News & positions

EVENTS 26 February 2015

Future-Proofing your Supply Chain through Horizontal Collaboration


Bundling freight flows across multiple manufacturers to create logistics synergies and achieve significant improvements in cost, service level and sustainability is a strategic driver of AIM’s supply chain activities. This was the theme of a joint workshop by AIM and its Belgian Association, BABM, held on 26 February 2015.

Horizontal logistics cooperation, even between competing companies, is increasingly acknowledged by public authorities as an economic/ecological value driver with ultimate benefits for consumers and society as a whole. EU competition law leaves significant opportunity for logistics collaboration, provided a number of key conditions are met, e.g. no abuse collective dominance of collaborating partners, involvement of a neutral third to manage the project and information flow, compliance programme as a visible part of the collaboration agreement, etc.

With the average capacity utilisation of trucks still at just over 50% there is significant opportunity for better asset utilisation and savings, as well as CO2 reduction. Branded goods manufacturers are involved in multiple collaboration schemes, a number of which were presented at the workshop, including P&G and Tupperware sharing available space in rail transport to Greece; Mondelēz International, Nestlé and Colgate-Palmolive creating primary freight trains across Europe from East (Poland) to West (via NL to UK) and back; PepsiCo and Nestlé delivering chilled products to Belgian retailers; Mars and United Biscuits sharing warehouse space and delivery vehicles to retailer distribution centres with service level improvements of 0.5%, a 20-40% reduction of inventory and truck fill increase by 30-35%.

All of these collaboration schemes are open to other interested partners and would benefit from additional participation. The workshop provided an opportunity to make these visible to branded goods companies who often lack visibility of existing collaboration schemes. The session was facilitated by freight flow orchestrator Tri-Vizor who will carry out an analysis of logistics flow data of workshop participants (funded by BABM) to identify compatible collaboration partners and opportunities.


WHAT IS NEEDED -> Copy each line below that has "oblique".

[TASK DATA — start]

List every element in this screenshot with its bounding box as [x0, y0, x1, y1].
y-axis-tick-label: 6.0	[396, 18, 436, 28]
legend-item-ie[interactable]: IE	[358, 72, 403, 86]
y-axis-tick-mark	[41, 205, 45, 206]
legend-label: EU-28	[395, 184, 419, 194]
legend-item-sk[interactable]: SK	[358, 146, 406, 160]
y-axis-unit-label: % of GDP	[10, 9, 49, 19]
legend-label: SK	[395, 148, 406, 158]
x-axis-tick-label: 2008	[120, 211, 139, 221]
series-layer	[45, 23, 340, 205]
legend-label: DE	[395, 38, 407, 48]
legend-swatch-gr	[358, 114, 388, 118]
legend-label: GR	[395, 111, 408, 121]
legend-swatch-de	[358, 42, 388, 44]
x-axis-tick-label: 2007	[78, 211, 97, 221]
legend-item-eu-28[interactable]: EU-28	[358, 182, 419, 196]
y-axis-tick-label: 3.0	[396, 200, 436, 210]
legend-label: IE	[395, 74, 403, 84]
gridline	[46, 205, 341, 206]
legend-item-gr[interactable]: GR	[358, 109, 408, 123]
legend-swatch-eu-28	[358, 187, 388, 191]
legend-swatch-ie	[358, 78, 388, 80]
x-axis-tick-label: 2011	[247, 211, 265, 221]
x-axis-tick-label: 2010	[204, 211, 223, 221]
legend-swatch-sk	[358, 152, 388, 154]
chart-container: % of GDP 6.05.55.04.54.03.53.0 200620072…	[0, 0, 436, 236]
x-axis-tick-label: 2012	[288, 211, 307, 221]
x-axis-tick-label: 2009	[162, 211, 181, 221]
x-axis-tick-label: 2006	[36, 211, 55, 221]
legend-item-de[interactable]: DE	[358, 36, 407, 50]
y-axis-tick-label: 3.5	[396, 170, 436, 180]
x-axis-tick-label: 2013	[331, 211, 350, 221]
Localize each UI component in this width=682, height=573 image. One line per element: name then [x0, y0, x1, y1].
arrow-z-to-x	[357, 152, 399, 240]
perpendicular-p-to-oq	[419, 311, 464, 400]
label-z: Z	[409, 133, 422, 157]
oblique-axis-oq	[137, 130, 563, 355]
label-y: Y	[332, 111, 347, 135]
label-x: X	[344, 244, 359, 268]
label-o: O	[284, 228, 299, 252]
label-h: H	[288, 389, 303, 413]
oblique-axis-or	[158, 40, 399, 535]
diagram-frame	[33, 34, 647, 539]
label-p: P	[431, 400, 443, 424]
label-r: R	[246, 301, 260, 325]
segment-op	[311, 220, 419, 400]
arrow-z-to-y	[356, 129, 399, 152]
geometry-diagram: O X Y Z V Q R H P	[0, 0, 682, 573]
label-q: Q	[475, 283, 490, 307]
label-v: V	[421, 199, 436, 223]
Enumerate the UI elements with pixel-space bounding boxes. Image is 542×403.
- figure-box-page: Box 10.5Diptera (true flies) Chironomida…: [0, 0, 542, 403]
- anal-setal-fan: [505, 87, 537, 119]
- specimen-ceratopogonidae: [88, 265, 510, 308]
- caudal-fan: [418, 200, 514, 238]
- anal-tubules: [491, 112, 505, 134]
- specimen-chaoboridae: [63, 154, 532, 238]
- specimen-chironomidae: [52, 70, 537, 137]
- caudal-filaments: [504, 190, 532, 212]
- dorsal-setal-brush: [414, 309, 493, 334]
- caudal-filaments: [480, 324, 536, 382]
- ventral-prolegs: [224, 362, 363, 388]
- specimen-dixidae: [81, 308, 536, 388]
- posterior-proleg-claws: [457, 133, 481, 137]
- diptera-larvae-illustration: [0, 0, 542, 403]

[TASK DATA — finish]

OUTPUT FOR THIS TASK ->
oblique-axis-oq	[137, 130, 563, 355]
oblique-axis-or	[158, 40, 399, 535]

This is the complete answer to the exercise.